Smith and his followers stayed in Kirtland for eight years; during this time he scouted Missouri for a site for New Zion, which he believed he found in Jackson County. The locals weren’t having any of it, though, and they grew resentful, eventually forming mobs and attacking the Mormon settlements. Smith and his followers were forcibly expelled from Jackson County in 1833. They set their sights on Far West, Missouri, in 1838, but relations with the non-Mormons in the community grew increasingly contentious and resulted in the Mormon War of 1838. Smith was imprisoned and nearly executed for treason, but he escaped by bribing the sheriff, and the group moved on to Illinois in 1839, settling in the town of Commerce, which they renamed Nauvoo.
Smith and the Mormons presented themselves as refugees and oppressed minorities to their new neighbors in Illinois, but eventually they ran into trouble, and public opinion had turned against them by 1842. In 1843, Smith petitioned Congress to name Nauvoo an independent territory, and also announced himself as a third-party candidate for president of the United States. When he ordered the destruction of the facilities of the Nauvoo Expositor, a newspaper that had accused him of practicing polygamy and trying to get himself anointed as king of a theocracy, things got heated. He declared martial law, and the governor called for a trial. Smith was arrested and jailed in Carthage, Illinois. Smith reportedly said: “I am going like a lamb to the slaughter; but I am calm as a summer’s morning; I have a conscience void of offense towards God, and towards all men. I shall die innocent, and it shall yet be said of me — he was murdered in cold blood.” Two hundred men, their faces painted black with gunpowder, broke into the jail and shot Smith and his brother Hyrum to death.

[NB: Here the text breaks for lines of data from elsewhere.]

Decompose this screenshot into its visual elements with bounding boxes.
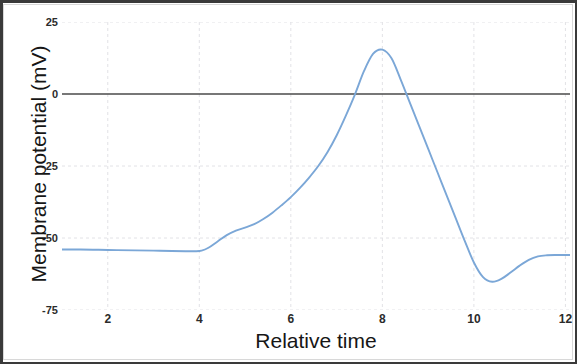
x-tick-label: 6 — [276, 312, 306, 326]
y-tick-label: 0 — [18, 88, 58, 100]
x-tick-labels: 24681012 — [0, 312, 577, 330]
x-tick-label: 10 — [459, 312, 489, 326]
x-tick-label: 12 — [550, 312, 577, 326]
chart-page: Membrane potential (mV) 250-25-50-75 246… — [0, 0, 577, 364]
action-potential-curve — [62, 22, 570, 310]
gridlines — [62, 22, 570, 310]
x-axis-title: Relative time — [62, 329, 570, 353]
y-tick-label: -25 — [18, 160, 58, 172]
x-tick-label: 2 — [93, 312, 123, 326]
y-tick-labels: 250-25-50-75 — [14, 0, 58, 364]
x-tick-label: 8 — [367, 312, 397, 326]
y-tick-label: 25 — [18, 16, 58, 28]
y-tick-label: -50 — [18, 232, 58, 244]
x-tick-label: 4 — [184, 312, 214, 326]
plot-area — [62, 22, 570, 310]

It’s the birthday of activist Helen Keller (books by this author), born in Tuscumbia, Alabama (1880). The story of her childhood is well-known: how as a toddler she became sick with an illness that left her both blind and deaf, and how she became a difficult child, until her 20-year-old teacher, Anne Sullivan, managed to communicate the letters for “water” while running water from the pump on the little girl’s hand. It was a breakthrough, and on that day alone, Keller learned 30 words.
She was very bright, and went on to Radcliffe College. By the time she was a teenager, her story had made Keller a celebrity. One of her admirers was Mark Twain. Twain met Keller when she was just 14, and they remained friends throughout his life. He said, “The two most interesting characters of the 19th century are Helen Keller and Napoleon Bonaparte.”
Keller became a popular lecturer. She began sharing her story and advocating for others with disabilities, but became a radical activist along the way. She joined the Socialist Party of Massachusetts in 1909, when she was 29, and then the Industrial Workers of the World. She supported Communist Russia and hung a red flag over her desk. The FBI opened a file on her. She advocated for women’s suffrage and for access to birth control. She helped found the American Civil Liberties Union.
Helen Keller died in 1968, at the age of 87.
She said, “No one has ever given me a good reason why we should obey unjust laws.”